DURHAM, N.C. (WNCN) A young man fears if he s deported, he ll be killed. Wildin David Guillen-Acosta was going to school in Durham until last month when immigration officials took him into custody. He s being held at a facility in Georgia. His family and his teachers came together Friday to call for his return to Durham.
He s being labeled as some kind of internal threat to the security of the united states.

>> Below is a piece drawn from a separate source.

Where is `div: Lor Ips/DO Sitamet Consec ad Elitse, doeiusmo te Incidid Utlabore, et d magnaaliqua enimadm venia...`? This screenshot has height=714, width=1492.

He s a kid sitting in a detention cell hoping to get his homework, so that he can graduate on time, said Bryan Proffitt, president of the Durham Association of Educators.
A spokesman for ICE says border patrol agents spotted Wildin trying to enter the country illegally in June 2014. An immigration judge ordered him removed from the U.S. in March 2015. He was taken into custody last month as he left his home, according to ICE. In a statement to WNCN, ICE spokesman Bryan Cox said, As part of the civil immigration enforcement priorities announced by Secretary Johnson in November 2014, ICE focuses its enforcement resources on individuals who pose a threat to national security, public safety and border security.

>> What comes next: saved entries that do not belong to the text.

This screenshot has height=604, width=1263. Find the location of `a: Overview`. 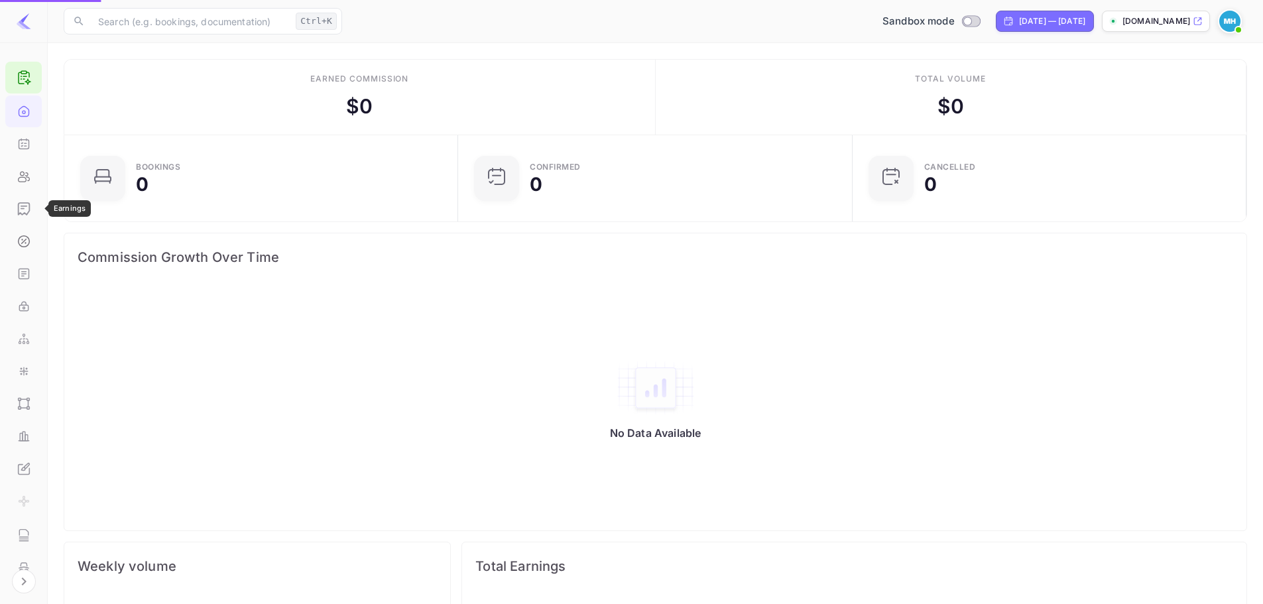

a: Overview is located at coordinates (23, 111).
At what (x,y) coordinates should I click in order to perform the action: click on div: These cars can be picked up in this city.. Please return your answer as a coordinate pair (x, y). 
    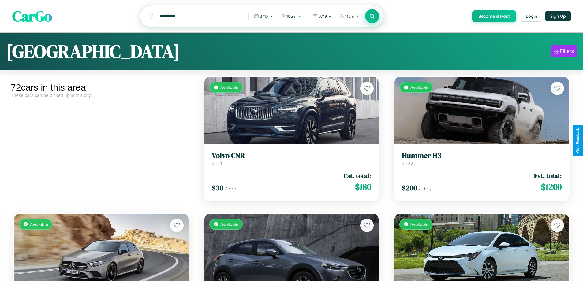
    Looking at the image, I should click on (101, 95).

This includes individuals, whether alone or with family members, who have been apprehended while attempting to unlawfully enter the United States, recent border crossers, and individuals who have received a final order of removal on or after January 1, 2014. Acosta had been attending classes at Riverside High School in Durham. Teachers gathered in CCB Plaza in Durham Friday afternoon to mail him a care package containing his homework.
They said he requested it, so he could continue his studies in the hope he ll make it back to Durham to graduate this spring.
I think the saddest thing for me is I keep saying it s going to be OK, but I can t promise that, said teacher Ellen Holmes. Katherine Acosta wrote a letter to her brother to send with the homework. Through a translator, she told us he s scared about what awaits him in Honduras.
He s very sad and worried about what s going to happen to him, she said.
Viridiana Martinez said he came here to escape gang violence. She said a gang in Honduras wanted to force him to join them, and by join them it was kill somebody. Attendance at Riverside dropped around the time Acosta was arrested, as other students feared the same thing would happen to them.
A spokeswoman for Durham Public Schools says attendance has improved since then but could not provide specific figures. Alice Dom nguez, a 9th grade teacher in Durham, said her students are anxious about immigration raids being carried out across the country.
They re concerned, you know, about when they come home from school, they re concerned about family members still being there, she said. Though a judge ordered Acosta be removed from the U.S.
last March, Viridinia Martinez said his attorney filed a motion Friday to reopen the case.